问题
I need to perform Contains operation in a column. For Contains operation we need use Wildcard before and after a word.
Ex: personalized
Query -> like '%sonal%'
As this type of query can't use indexes. Is there any way to increase the speed of the search.
Note: I use MySql(InnoDB) and PSQL
回答1:
PostgreSQL has solution - trigram index. Here is a article or documentation
postgres=# create extension pg_trgm ;
CREATE EXTENSION
postgres=# create index on obce using gin (nazev gin_trgm_ops);
CREATE INDEX
postgres=# explain select * from obce where nazev like '%Bene%';
┌──────────────────────────────────────────────────────────────────────────────┐
│ QUERY PLAN │
╞══════════════════════════════════════════════════════════════════════════════╡
│ Bitmap Heap Scan on obce (cost=20.00..24.02 rows=1 width=41) │
│ Recheck Cond: ((nazev)::text ~~ '%Bene%'::text) │
│ -> Bitmap Index Scan on obce_nazev_idx (cost=0.00..20.00 rows=1 width=0) │
│ Index Cond: ((nazev)::text ~~ '%Bene%'::text) │
└──────────────────────────────────────────────────────────────────────────────┘
(4 rows)
It is working for regular expressions too.
回答2:
MySQL supports FULLTEXT indexes.
You might be interested in my presentation Full Text Search Throwdown, in which I compare different fulltext indexing tools. The presentation is a bit old now, but some of it is still relevant.
Re your comments:
MySQL's fulltext indexing doesn't support partial word matches, although it supports a limited wildcard, but only at the end of patterns. And the InnoDB implementation of fulltext doesn't support it, only the MyISAM does. See mention of the * wildcard in https://dev.mysql.com/doc/refman/5.7/en/fulltext-boolean.html
SELECT ... WHERE MATCH(mycolumn) AGAINST ('stack*' IN BOOLEAN MODE)
Elastic Search also support wildcards, but like MySQL, they aren't efficient if your wildcard is at the start of the pattern. See https://www.elastic.co/guide/en/elasticsearch/reference/current/query-dsl-wildcard-query.html
Sphinx Search supports an option for infix string indexing. If you set min_infix_len to a nonzero positive number, it will index all infix substrings as well as whole words.
See http://sphinxsearch.com/docs/current.html#conf-min-infix-len
回答3:
I guess there is no logical optimization if you need to find any sequence of char at any position of the values. If the current lookup takes several seconds then maybe you could benefit from using an external optimized index like this:
Add 2 extra columns:
offsetwith an index andlengthwithout index.Join all the values in a single text file and save on each row the offset and the length.
Write an external tool to do the search in the whole file (using something like
strstr()) and return the offset.Use the return offset to identify the row with something like
SELECT TOP 1 FROM table WHERE offset < @offset ORDER BY offset DESC.Use the
lengthfield to make sure the matched fragment does no lays between records:@offset + @length(the end of the searched string) is<= offset + length(the end of the value on the found row).
You could also keep the full joined text in a global variable or dedicated table inside the database, to avoid spawning an external process or accessing the disk.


■ What you have to do ■
For every line in the data below that contains "Execution", copy the line.

■ Figure record listings ■
-.-.-
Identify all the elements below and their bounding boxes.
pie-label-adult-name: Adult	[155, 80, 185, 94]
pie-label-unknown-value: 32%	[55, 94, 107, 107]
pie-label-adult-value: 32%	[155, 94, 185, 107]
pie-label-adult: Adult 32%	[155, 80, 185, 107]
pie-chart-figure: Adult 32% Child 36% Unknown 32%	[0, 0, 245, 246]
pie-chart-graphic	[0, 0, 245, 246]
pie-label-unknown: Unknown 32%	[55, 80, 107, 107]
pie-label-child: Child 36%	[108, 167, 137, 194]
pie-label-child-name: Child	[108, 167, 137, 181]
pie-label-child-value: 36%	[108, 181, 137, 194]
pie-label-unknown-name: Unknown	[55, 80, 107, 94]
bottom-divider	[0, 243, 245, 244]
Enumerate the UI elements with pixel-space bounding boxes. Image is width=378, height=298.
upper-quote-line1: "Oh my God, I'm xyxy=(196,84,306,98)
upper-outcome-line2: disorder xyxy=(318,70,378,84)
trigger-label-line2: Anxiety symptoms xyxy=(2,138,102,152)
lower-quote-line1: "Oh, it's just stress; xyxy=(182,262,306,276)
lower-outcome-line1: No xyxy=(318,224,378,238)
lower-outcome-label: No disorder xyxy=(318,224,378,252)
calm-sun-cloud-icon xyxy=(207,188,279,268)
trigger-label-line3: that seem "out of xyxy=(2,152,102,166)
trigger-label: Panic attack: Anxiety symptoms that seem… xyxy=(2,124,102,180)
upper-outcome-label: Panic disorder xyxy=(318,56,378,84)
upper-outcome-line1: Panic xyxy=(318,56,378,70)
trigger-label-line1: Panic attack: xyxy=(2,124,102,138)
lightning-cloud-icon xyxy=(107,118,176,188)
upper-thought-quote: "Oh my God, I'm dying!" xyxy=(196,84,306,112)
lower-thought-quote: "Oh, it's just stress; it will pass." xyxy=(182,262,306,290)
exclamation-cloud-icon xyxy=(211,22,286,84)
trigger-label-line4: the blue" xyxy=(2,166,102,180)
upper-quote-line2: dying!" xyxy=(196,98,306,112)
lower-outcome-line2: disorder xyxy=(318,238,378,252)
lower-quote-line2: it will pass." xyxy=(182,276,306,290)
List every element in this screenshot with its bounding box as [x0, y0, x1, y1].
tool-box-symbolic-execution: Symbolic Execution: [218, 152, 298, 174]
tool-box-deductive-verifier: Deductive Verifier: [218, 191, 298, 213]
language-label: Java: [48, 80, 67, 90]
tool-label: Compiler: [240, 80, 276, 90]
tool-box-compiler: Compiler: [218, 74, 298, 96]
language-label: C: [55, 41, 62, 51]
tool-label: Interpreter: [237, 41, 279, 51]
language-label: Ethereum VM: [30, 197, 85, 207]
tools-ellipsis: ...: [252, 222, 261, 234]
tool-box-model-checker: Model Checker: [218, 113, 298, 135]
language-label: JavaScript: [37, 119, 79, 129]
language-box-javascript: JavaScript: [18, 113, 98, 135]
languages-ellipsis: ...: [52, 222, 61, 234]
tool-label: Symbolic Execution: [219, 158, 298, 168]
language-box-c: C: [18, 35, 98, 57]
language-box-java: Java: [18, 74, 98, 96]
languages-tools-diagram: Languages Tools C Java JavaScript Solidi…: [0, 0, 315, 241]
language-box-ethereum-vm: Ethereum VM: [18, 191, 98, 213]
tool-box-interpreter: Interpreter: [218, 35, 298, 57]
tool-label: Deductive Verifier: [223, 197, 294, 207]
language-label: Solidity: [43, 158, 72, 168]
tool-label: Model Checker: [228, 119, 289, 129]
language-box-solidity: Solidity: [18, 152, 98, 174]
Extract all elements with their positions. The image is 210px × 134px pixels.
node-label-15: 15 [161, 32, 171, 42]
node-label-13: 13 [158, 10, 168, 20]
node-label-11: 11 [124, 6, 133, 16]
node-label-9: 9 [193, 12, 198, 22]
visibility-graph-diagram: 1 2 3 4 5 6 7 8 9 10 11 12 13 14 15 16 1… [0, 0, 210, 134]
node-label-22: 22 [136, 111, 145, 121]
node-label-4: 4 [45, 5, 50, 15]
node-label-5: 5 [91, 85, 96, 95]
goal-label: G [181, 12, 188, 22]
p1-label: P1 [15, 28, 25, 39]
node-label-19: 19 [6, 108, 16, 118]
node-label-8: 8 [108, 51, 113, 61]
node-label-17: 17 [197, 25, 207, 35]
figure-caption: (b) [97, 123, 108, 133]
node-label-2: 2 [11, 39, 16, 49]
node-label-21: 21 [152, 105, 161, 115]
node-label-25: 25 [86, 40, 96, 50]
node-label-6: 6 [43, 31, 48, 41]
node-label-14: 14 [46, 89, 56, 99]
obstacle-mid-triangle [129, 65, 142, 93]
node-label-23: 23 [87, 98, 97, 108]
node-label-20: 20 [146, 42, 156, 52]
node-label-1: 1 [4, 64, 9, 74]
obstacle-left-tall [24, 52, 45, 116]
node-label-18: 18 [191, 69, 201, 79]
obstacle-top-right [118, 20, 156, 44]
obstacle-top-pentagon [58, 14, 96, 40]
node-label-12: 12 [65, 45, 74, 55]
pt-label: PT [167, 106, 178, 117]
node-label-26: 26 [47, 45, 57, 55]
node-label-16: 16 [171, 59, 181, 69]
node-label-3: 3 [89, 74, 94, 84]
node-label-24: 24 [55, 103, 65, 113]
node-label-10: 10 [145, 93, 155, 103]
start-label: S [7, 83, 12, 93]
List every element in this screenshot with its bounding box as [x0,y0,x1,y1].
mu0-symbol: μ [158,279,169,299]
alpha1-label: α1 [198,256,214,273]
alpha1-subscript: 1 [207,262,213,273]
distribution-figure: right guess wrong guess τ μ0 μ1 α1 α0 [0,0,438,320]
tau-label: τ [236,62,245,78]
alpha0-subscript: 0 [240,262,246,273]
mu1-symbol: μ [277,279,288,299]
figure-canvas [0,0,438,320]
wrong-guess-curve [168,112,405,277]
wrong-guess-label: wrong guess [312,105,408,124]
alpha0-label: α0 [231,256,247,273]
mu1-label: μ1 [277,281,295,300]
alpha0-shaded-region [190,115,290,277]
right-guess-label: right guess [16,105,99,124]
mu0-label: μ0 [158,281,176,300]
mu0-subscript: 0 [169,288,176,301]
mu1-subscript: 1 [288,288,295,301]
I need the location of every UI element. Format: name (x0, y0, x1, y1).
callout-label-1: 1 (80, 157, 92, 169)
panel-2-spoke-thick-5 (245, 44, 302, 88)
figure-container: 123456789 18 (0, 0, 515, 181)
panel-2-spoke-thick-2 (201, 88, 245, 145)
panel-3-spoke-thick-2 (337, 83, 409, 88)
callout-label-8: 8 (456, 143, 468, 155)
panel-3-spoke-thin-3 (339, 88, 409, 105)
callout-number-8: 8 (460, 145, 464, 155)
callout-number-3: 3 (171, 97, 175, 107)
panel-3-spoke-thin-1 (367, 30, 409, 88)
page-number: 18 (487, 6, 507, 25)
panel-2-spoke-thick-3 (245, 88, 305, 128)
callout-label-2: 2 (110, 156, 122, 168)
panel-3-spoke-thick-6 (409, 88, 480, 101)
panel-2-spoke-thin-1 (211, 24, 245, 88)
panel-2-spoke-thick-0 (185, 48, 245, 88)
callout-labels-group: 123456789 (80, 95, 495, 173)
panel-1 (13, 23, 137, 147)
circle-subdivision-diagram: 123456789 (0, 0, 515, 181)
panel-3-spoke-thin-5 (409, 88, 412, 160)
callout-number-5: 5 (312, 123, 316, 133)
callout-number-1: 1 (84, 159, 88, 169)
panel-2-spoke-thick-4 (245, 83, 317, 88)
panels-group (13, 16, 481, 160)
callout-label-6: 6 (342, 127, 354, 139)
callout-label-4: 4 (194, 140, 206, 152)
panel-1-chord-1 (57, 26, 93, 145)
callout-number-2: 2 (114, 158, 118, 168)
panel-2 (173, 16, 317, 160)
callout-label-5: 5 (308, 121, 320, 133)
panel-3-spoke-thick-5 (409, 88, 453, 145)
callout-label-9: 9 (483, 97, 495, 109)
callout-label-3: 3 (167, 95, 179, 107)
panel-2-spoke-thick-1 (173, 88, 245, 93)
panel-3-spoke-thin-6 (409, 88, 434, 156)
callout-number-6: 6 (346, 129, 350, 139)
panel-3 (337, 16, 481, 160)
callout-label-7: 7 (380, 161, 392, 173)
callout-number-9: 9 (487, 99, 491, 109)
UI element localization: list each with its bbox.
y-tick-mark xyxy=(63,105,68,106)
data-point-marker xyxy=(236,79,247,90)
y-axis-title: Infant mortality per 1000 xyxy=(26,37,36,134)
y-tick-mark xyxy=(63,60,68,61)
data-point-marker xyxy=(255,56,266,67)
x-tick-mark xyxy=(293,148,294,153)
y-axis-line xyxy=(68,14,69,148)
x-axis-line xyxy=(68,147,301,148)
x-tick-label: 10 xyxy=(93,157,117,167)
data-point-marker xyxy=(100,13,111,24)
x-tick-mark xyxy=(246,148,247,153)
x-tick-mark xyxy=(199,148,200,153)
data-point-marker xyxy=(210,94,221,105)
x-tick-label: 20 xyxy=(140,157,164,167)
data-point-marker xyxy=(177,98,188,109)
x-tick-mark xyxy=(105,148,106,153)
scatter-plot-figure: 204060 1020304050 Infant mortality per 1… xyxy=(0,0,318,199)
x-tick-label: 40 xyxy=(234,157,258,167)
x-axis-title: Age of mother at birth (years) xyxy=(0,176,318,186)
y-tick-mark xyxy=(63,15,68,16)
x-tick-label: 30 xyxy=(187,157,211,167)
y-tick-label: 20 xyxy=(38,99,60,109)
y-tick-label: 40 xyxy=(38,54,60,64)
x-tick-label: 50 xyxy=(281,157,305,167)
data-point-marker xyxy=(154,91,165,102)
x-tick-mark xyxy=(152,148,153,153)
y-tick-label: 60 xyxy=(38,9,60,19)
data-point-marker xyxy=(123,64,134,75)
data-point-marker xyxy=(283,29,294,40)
-.-.-
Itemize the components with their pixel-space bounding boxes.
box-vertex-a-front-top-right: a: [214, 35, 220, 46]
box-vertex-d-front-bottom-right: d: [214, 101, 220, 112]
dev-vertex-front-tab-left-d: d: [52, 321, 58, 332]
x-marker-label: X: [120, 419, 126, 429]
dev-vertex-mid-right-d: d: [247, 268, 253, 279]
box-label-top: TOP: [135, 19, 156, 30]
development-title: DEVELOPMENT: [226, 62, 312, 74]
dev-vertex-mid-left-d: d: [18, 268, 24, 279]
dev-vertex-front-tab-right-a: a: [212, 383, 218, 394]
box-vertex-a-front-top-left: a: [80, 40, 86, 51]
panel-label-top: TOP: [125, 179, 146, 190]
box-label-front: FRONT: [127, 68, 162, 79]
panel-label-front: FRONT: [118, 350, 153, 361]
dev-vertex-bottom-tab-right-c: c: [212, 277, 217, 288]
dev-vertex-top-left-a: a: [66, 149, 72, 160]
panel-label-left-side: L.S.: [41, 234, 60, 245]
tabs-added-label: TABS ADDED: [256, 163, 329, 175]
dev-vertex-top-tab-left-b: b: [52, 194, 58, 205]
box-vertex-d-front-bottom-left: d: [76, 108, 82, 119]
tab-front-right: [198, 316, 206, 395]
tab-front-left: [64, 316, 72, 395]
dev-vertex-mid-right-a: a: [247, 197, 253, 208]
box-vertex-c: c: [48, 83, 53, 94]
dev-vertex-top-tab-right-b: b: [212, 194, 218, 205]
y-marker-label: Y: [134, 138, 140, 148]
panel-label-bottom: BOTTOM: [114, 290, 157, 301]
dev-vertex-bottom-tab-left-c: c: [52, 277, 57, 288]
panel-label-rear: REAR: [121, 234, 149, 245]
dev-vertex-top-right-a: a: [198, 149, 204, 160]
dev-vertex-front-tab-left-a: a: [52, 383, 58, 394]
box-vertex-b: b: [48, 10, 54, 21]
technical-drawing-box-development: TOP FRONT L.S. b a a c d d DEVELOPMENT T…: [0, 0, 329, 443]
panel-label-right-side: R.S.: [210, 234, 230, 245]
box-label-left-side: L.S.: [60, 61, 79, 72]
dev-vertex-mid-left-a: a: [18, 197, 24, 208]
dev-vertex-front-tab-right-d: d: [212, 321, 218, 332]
-.-.-
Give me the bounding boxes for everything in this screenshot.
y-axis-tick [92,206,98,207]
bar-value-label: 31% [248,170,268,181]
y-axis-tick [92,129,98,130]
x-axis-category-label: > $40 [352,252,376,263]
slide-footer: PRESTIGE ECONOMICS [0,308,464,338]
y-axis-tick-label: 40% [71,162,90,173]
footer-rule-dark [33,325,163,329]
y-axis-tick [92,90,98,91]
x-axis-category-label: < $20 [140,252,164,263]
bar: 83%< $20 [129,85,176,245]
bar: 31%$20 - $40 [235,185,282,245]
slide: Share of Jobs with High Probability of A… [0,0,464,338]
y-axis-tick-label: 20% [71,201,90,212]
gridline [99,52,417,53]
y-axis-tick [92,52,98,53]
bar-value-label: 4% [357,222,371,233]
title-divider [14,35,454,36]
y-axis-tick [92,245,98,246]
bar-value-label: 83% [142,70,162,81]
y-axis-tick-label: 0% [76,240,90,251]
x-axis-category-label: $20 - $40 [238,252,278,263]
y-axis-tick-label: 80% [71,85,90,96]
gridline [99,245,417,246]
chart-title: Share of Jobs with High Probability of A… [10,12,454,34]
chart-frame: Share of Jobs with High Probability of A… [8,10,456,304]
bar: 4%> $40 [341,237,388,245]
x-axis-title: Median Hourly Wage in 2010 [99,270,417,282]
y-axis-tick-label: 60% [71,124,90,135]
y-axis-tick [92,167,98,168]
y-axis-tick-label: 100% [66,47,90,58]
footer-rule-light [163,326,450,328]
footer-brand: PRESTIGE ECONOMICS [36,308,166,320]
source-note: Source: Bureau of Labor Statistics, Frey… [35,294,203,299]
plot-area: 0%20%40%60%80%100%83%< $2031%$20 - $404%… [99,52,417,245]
-.-.-
■ Problem solution ■
tool-box-symbolic-execution: Symbolic Execution: [218, 152, 298, 174]
tool-label: Symbolic Execution: [219, 158, 298, 168]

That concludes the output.